The other big scene-stealer — and another ’90s movie hottie — was Mimi Rogers, who killed as a Pima, a celebrity photographer decked out in a proto-Annie Hall three-piece suit, complete with a dangling watch. “I can feel the tension of the need for my opinion,” she purred to newly mega-burly Stan (Jay R. Ferguson) before working her way through the art department, much like Terrence Stamp did to a traditional Italian family in Pier Paolo Pasolini’s “Teorema.” She hooked up with Stan and later put the moves on Peggy (Elisabeth Moss), who didn’t acquiesce but did consider at, and seemed more than a little jealous when Stan went into double entendre bragging mode.
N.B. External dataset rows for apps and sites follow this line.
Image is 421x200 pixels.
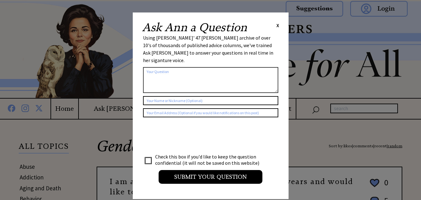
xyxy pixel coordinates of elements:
input: Submit your Question [158,170,262,183]
input: Your Name or Nickname (Optional) [143,96,278,105]
h2: Ask Ann a Question [142,22,247,33]
td: Check this box if you'd like to keep the question confidential (it will not be saved on this webs... [155,153,265,166]
iframe: reCAPTCHA [143,123,238,148]
span: X [276,22,279,28]
input: Your Email Address (Optional if you would like notifications on this post) [143,108,278,117]
div: Using [PERSON_NAME]' 47 [PERSON_NAME] archive of over 10's of thousands of published advice colum... [143,34,278,64]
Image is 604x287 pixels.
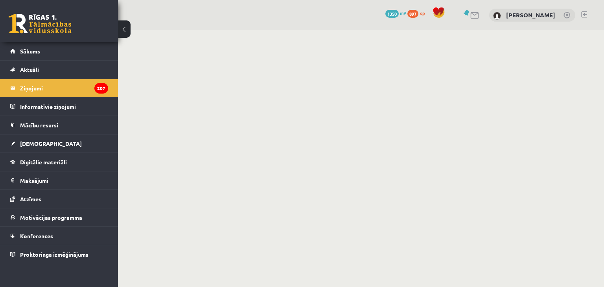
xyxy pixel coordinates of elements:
[10,116,108,134] a: Mācību resursi
[10,42,108,60] a: Sākums
[10,79,108,97] a: Ziņojumi207
[10,153,108,171] a: Digitālie materiāli
[420,10,425,16] span: xp
[20,195,41,203] span: Atzīmes
[10,208,108,227] a: Motivācijas programma
[400,10,406,16] span: mP
[10,190,108,208] a: Atzīmes
[94,83,108,94] i: 207
[10,61,108,79] a: Aktuāli
[385,10,399,18] span: 1350
[10,98,108,116] a: Informatīvie ziņojumi
[20,214,82,221] span: Motivācijas programma
[20,122,58,129] span: Mācību resursi
[10,245,108,264] a: Proktoringa izmēģinājums
[9,14,72,33] a: Rīgas 1. Tālmācības vidusskola
[493,12,501,20] img: Artjoms Kuncevičs
[20,171,108,190] legend: Maksājumi
[506,11,555,19] a: [PERSON_NAME]
[385,10,406,16] a: 1350 mP
[407,10,429,16] a: 897 xp
[10,135,108,153] a: [DEMOGRAPHIC_DATA]
[20,98,108,116] legend: Informatīvie ziņojumi
[20,66,39,73] span: Aktuāli
[10,171,108,190] a: Maksājumi
[20,159,67,166] span: Digitālie materiāli
[10,227,108,245] a: Konferences
[20,79,108,97] legend: Ziņojumi
[407,10,419,18] span: 897
[20,251,89,258] span: Proktoringa izmēģinājums
[20,140,82,147] span: [DEMOGRAPHIC_DATA]
[20,48,40,55] span: Sākums
[20,232,53,240] span: Konferences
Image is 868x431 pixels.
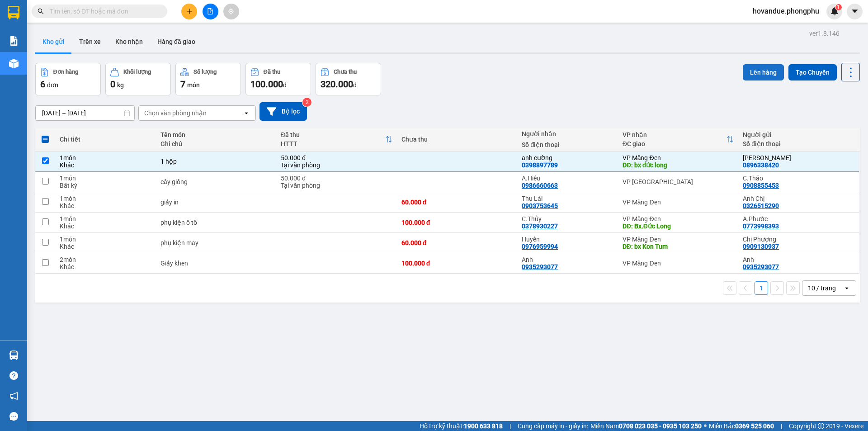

“Imagine all the adventures I would have missed,” Pima told Peggy when talking about how neither has ever gotten hitched. Peggy, of course, hasn’t had too many adventures: just a handful of boyfriends of ill repute. (Though her possible new boo, played by the onetime Brian Krakow (Devon Gummersall), was AWOL this week.) She’s spent most of it in offices, working her way up, and working herself to death. More than anyone at SPC, she has the brightest future — or at least she has decades of casual gender condescension and non-equal pay to look forward to. But in terms of relationships and happiness, she has it only slightly better than Don. And look where he’s at.

Grade: A-

Token stray observations:
— This isn’t the first time “Mad Men” has decked out a car scene with old-timey rear projection, in which actors sit in a studio inside a car that’s doing no more than rocking while scenery is projected on screens all around them, giving the illusion of movement. It’s a tradition that died around the time “Mad Men”’s timeline began, as movies started being made in real locations, to appease a hipper audience. By 1969 any Hollywood film that featured it was officially a laughing stock, so using it here is a very, very funny joke. (And besides, “Mad Men” already isn’t cheap before you put Vincent Kartheiser and Jon Hamm on a country road in a car with a camera strapped to it.)
— Enough can’t be said about Reaser’s work, especially as this might be the last time we see Diane. Even when she’s completely remote, which is most of the time, she quietly telegraphs so much. And when she’s turned on, she has the same tired-flirtatious moves you see in Anouk Aimee in “La Dolce Vita” — another character trying to destroy herself, albeit on the other end of the economic spectrum.
— As a friend noted, Betty becoming a psychiatrist is a hoot. She only talks about herself!